The following links lead to the full text from the respective local libraries:
Alternatively, you can try to access the desired document yourself via your local library catalog.
If you have access problems, please contact us.
9 results
Sort by:
In: Synthese: an international journal for epistemology, methodology and philosophy of science, Volume 191, Issue 15, p. 3711-3732
ISSN: 1573-0964
In: Annales historiques de la Révolution Française, Volume 350, Issue 1, p. 87-107
ISSN: 1952-403X
Robert Allen, Criminal Justice and Women, 1792-1811
The criminal courts established by the French Revolution depended on the active participation of ordinary citizens, including women. But while they took part in the judicial process as witnesses, plaintiffs, and defendants, women found themselves excluded from power, for only men could preside as magistrates or serve on the trial jury - the centerpiece of the new system of criminal justice. Nevertheless, women accused of crimes obtained a higher proportion of acquittals than men. Paradoxically, traditional male notions of women as guided more strongly by emotion than by reason, and as often incapable of independent action, may have worked to the benefit of female defendants. And yet, due to a provision in the law of July 19, 1791, the misdemeanor courts could hear cases of sexual impropriety and punish women whose sexuality seemed to threaten patriarchal authority.
In: Peace and conflict: journal of peace psychology ; the journal of the Society for the Study of Peace, Conflict, and Violence, Peace Psychology Division of the American Psychological Association, Volume 27, Issue 3, p. 486-496
ISSN: 1532-7949
In: Cultural diversity and ethnic minority psychology, Volume 8, Issue 2, p. 75-87
ISSN: 1939-0106
In: Current anthropology, Volume 30, Issue 1, p. 1-26
ISSN: 1537-5382
In: Sustainable Development Goals Series
In: Springer eBook Collection
This open access book is the result of an expert panel convened by the Cornell Atkinson Center for Sustainability and Nature Sustainability. The panel tackled the seventeen UN Sustainable Development Goals (SDGs) for 2030 head-on, with respect to the global systems that produce and distribute food. The panel's rigorous synthesis and analysis of existing research leads compellingly to multiple actionable recommendations that, if adopted, would simultaneously lead to healthy and nutritious diets, equitable and inclusive value chains, resilience to shocks and stressors, and climate and environmental sustainability.
Technological and institutional innovations in agri-food systems (AFSs) over the past century have brought dramatic advances in human well-being worldwide. Yet these gains increasingly appear unsustainable due to massive, adverse spillover effects on climate, natural environment, public health and nutrition, and social justice. How can humanity innovate further to bring about AFS transformations that can sustain and expand past progress, while making them healthier for all people and for the planet that must sustain current and future generations? This report was commissioned by the Cornell Atkinson Center for Sustainability in response to an invitation from the journal Nature Sustainability, which—in collaboration with its new sister journal, Nature Food—wanted to devote its 2020 expert panel to this topic. The panel brought together experts who come from many different continents and who span a wide range of disciplines and organizations—from industry and universities to social movements, governments, philanthropies, institutional and venture capital investors, and multilateral agencies. The panel synthesized the best current science to describe the present state of the world's AFSs and key external drivers of AFS changes over the next 25–50 years, as well as tease out key lessons from the COVID-19 pandemic experience this year. As is increasingly widely recognized, the costs that farmers and downstream value chain actors incur and the prices consumers pay understate foods' true costs to society once one accounts for adverse environmental, health, and social spillover effects. Inevitable demographic, economic, and climate change in the coming decades will catastrophically aggravate these problems under business-as-usual scenarios. Innovations will be needed to facilitate concerted, coordinated efforts to transition to more healthy, equitable, resilient, and sustainable AFSs.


» **How to complete this task**:
Pull each line containing "Closest" out of the data and copy it.

» **Data provided**:
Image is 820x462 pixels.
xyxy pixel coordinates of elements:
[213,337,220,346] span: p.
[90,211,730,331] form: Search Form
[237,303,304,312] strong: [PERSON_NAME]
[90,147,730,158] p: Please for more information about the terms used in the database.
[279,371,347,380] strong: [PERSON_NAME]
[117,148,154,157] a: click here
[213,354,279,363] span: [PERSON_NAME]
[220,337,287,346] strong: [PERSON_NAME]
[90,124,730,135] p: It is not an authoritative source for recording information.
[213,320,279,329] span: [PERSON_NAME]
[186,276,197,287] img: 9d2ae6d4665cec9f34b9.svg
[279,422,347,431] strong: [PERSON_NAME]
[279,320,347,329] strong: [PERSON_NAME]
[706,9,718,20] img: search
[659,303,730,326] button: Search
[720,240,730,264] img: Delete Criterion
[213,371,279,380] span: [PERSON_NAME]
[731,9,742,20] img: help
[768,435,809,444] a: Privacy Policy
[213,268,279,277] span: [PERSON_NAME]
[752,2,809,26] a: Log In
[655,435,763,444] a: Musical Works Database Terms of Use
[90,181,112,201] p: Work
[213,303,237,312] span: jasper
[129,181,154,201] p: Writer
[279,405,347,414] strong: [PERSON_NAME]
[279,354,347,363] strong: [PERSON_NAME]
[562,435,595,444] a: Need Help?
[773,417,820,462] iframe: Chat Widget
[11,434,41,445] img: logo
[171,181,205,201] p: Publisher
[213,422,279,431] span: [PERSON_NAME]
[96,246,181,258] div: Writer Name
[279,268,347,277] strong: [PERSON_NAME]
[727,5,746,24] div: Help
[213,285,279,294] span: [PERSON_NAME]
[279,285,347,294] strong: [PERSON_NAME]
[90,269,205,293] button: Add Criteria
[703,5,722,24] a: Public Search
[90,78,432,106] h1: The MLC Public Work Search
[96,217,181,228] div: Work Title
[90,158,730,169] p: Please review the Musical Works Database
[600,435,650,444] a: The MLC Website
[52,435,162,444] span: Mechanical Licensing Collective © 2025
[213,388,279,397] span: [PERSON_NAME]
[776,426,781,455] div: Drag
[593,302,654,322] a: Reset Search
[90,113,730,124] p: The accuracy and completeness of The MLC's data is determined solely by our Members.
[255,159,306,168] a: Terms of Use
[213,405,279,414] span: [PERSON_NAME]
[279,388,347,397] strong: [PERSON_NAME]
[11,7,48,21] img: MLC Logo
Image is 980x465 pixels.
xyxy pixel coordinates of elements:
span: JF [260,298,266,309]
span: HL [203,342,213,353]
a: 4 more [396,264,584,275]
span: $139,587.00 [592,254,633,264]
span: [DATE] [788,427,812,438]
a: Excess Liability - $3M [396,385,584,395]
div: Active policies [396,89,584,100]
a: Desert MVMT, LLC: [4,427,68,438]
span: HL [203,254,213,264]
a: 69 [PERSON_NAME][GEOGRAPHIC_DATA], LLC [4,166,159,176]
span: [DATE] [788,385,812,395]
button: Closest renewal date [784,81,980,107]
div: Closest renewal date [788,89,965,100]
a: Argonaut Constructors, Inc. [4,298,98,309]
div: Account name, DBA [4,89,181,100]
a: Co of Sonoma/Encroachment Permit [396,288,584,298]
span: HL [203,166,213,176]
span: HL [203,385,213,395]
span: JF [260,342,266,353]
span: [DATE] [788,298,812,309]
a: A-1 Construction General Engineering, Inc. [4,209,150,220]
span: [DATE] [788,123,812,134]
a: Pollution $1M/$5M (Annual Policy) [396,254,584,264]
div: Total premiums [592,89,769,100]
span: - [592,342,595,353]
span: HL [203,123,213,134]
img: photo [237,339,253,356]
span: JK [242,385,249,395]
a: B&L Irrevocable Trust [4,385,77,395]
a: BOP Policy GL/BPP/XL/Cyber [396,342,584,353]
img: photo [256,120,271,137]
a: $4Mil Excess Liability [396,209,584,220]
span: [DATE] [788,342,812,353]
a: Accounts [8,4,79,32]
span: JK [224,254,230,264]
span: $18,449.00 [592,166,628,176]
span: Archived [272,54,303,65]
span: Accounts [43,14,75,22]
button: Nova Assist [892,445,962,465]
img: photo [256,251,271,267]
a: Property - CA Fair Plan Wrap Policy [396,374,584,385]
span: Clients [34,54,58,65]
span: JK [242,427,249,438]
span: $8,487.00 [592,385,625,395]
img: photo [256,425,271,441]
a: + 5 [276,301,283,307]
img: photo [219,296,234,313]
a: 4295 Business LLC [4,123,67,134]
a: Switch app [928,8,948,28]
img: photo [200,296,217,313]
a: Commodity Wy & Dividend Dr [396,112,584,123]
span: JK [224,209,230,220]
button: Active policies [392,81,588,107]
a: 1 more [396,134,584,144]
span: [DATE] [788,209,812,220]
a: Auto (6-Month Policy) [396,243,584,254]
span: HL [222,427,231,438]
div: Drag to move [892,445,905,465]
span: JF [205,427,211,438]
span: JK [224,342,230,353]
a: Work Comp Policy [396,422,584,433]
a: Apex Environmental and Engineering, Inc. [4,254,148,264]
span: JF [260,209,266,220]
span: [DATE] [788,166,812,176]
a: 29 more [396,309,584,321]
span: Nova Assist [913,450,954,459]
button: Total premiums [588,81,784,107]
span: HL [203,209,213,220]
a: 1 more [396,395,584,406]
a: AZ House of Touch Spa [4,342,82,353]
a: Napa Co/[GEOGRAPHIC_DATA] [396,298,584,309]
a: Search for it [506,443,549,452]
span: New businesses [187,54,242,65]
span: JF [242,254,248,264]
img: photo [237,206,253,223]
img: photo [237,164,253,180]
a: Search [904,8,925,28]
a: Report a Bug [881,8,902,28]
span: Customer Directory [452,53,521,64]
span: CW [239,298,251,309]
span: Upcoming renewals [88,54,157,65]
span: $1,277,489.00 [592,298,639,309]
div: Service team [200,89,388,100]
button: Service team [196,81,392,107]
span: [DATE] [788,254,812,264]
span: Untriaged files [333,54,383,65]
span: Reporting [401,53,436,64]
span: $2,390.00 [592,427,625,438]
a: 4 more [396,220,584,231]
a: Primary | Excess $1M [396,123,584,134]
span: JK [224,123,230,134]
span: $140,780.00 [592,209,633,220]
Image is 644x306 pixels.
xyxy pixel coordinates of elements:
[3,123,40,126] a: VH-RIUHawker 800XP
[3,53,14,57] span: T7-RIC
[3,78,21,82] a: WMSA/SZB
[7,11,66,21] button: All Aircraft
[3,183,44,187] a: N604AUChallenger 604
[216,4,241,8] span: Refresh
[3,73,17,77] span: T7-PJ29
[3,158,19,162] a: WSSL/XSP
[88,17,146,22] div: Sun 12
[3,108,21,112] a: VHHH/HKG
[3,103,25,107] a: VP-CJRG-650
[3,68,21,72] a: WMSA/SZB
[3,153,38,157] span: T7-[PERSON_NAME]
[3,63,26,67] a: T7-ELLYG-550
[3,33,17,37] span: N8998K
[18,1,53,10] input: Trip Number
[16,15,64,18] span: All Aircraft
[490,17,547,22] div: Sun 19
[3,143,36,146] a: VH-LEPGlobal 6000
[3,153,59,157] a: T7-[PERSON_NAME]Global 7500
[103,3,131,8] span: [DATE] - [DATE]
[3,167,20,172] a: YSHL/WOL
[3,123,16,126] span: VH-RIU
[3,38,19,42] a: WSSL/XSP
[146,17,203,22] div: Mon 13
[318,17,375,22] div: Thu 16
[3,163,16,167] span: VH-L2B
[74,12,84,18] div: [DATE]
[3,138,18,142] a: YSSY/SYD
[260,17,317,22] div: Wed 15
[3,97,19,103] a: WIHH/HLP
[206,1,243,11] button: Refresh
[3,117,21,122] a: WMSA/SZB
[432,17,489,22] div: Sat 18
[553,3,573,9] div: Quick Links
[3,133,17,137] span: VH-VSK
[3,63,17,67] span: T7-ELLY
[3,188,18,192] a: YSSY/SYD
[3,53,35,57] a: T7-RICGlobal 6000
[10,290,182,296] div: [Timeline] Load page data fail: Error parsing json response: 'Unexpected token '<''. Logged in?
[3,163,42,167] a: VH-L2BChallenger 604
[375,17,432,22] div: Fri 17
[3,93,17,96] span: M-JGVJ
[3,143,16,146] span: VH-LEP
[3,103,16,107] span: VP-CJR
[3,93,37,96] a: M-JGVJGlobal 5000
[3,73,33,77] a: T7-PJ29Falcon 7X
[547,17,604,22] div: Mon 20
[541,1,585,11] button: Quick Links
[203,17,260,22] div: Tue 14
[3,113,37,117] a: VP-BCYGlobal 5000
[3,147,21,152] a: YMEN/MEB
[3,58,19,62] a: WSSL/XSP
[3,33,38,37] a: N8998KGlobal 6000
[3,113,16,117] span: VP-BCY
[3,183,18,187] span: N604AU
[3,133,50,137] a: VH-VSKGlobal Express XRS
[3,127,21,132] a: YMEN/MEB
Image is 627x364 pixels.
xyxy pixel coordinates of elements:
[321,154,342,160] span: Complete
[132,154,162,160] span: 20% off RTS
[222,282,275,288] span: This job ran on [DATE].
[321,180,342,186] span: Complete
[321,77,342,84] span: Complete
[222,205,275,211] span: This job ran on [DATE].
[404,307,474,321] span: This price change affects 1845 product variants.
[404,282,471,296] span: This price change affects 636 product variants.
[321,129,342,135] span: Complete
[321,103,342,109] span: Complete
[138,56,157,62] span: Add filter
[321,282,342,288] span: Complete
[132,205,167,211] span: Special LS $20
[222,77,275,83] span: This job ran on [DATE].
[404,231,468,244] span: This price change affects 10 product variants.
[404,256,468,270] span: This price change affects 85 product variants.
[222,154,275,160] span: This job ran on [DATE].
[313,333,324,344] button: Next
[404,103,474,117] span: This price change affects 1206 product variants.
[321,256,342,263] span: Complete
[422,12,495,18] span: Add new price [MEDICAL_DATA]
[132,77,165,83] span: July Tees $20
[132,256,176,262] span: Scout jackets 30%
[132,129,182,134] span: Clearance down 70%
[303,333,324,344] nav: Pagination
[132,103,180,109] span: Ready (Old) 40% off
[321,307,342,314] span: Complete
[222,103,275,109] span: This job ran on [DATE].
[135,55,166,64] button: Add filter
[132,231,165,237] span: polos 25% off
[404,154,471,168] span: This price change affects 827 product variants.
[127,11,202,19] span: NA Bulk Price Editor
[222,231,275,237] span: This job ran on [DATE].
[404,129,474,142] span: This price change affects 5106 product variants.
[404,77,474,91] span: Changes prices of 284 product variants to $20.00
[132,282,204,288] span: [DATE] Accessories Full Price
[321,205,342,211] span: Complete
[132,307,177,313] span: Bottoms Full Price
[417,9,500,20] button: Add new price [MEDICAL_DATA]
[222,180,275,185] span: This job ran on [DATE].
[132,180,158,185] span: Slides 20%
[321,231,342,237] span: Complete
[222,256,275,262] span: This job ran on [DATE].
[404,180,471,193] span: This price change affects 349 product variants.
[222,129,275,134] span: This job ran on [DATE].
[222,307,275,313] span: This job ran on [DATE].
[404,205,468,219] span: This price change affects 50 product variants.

» **Response below**:
button: Closest renewal date [784,81,980,107]
div: Closest renewal date [788,89,965,100]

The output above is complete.